But as a test, may I ask what you think the x-axis of the graph you drew is? Ie: what are the amplitudes attached to?
Position, but it’s not meant to be an actual graph of a wavefunction pdf; just a way to depict how the concepts can be sliced up in a way I can actually draw in 2 dimensions.
If you do treat it as a pdf over position, a more accurate way to depict the “world” concept might be as a line which connects points on the diagram for each time step. So for a fixed time step, a world is a single point on the diagram, representing a sample from the pdf defined by the wavefunction at that time.
“position” is nearly right. The more correct answer would be “position of one photon”.
If you had two electrons, say, you would have to consider their joint configuration. For example, one possible wavefunction would look like the following, where the blobs represent high amplitude areas:
This is still only one dimensional: the two electrons are at different points along a line. I’ve entangled them, so if electron 1 is at position P, electron 2 can’t be.
Now, try and point me to where electron 1 is on the graph above.
You see, I’m not graphing electrons here, and neither were you. I’m graphing the wavefunction. This is where your phrasing seems a little weird: you say the electron is the collection of amplitudes you circled: but those amplitudes are attached to configurations saying “the electron is at position x1” or “the electron is at position x2″. It seems circular to me. Why not describe that lump as “a collection of worlds where the electron is in a similar place”?
If you have N electrons in a 3d space, the wavefunction is not a vector in 3d space (god I wish, it would make my job a lot easier). It’s a vector in 3N+1 dimensions, like the following:
where r1, r2, etc are pointing to the location of electron 1, 2, 3, etc, and each possible configuration of electron 1 here, electron 2 there, etc, has an amplitude attached, with configurations that are more often encountered experimentally empirically having higher amplitudes.
Position, but it’s not meant to be an actual graph of a wavefunction pdf; just a way to depict how the concepts can be sliced up in a way I can actually draw in 2 dimensions.
If you do treat it as a pdf over position, a more accurate way to depict the “world” concept might be as a line which connects points on the diagram for each time step. So for a fixed time step, a world is a single point on the diagram, representing a sample from the pdf defined by the wavefunction at that time.
“position” is nearly right. The more correct answer would be “position of one photon”.
If you had two electrons, say, you would have to consider their joint configuration. For example, one possible wavefunction would look like the following, where the blobs represent high amplitude areas:
This is still only one dimensional: the two electrons are at different points along a line. I’ve entangled them, so if electron 1 is at position P, electron 2 can’t be.
Now, try and point me to where electron 1 is on the graph above.
You see, I’m not graphing electrons here, and neither were you. I’m graphing the wavefunction. This is where your phrasing seems a little weird: you say the electron is the collection of amplitudes you circled: but those amplitudes are attached to configurations saying “the electron is at position x1” or “the electron is at position x2″. It seems circular to me. Why not describe that lump as “a collection of worlds where the electron is in a similar place”?
If you have N electrons in a 3d space, the wavefunction is not a vector in 3d space (god I wish, it would make my job a lot easier). It’s a vector in 3N+1 dimensions, like the following:
where r1, r2, etc are pointing to the location of electron 1, 2, 3, etc, and each possible configuration of electron 1 here, electron 2 there, etc, has an amplitude attached, with configurations that are more often encountered experimentally empirically having higher amplitudes.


**TASK GOAL**
Exact copy, pictures excluded: please retype the lines from the start of the material through the line containing "pyautogui.click(x=<x>, y=<y>)", both ends included, and nothing more.

BEGIN

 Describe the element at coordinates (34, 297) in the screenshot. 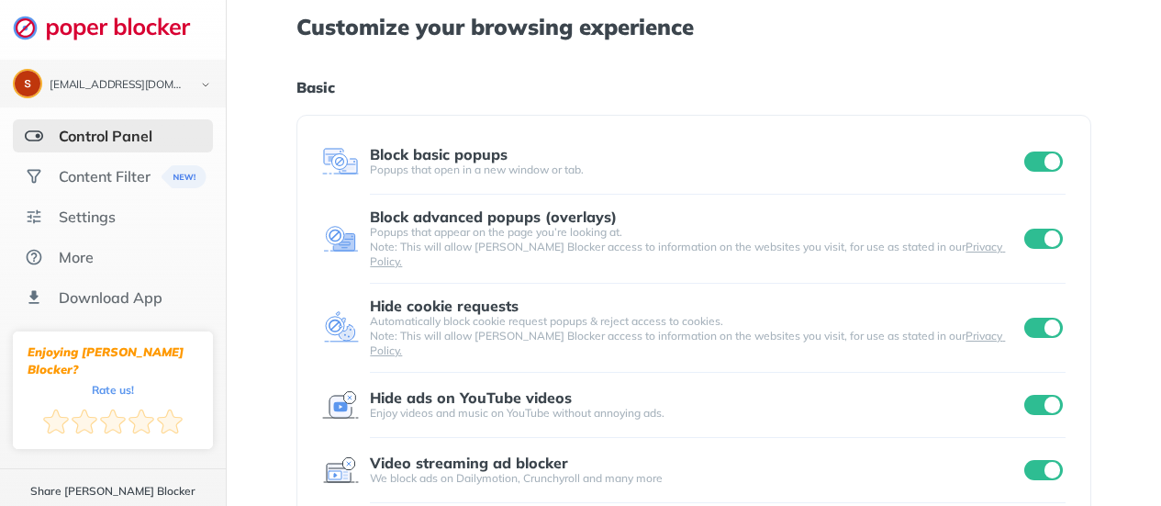

I see `img: download-app.svg` at that location.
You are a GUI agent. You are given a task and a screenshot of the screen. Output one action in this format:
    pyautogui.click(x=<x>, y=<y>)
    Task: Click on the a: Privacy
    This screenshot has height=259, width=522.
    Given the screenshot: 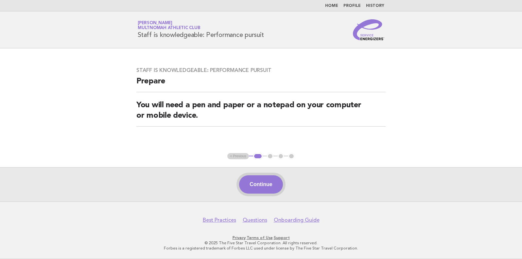 What is the action you would take?
    pyautogui.click(x=239, y=238)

END

**EXERCISE RESULT**
 Describe the element at coordinates (34, 297) in the screenshot. 

I see `img: download-app.svg` at that location.
You are a GUI agent. You are given a task and a screenshot of the screen. Output one action in this format:
    pyautogui.click(x=<x>, y=<y>)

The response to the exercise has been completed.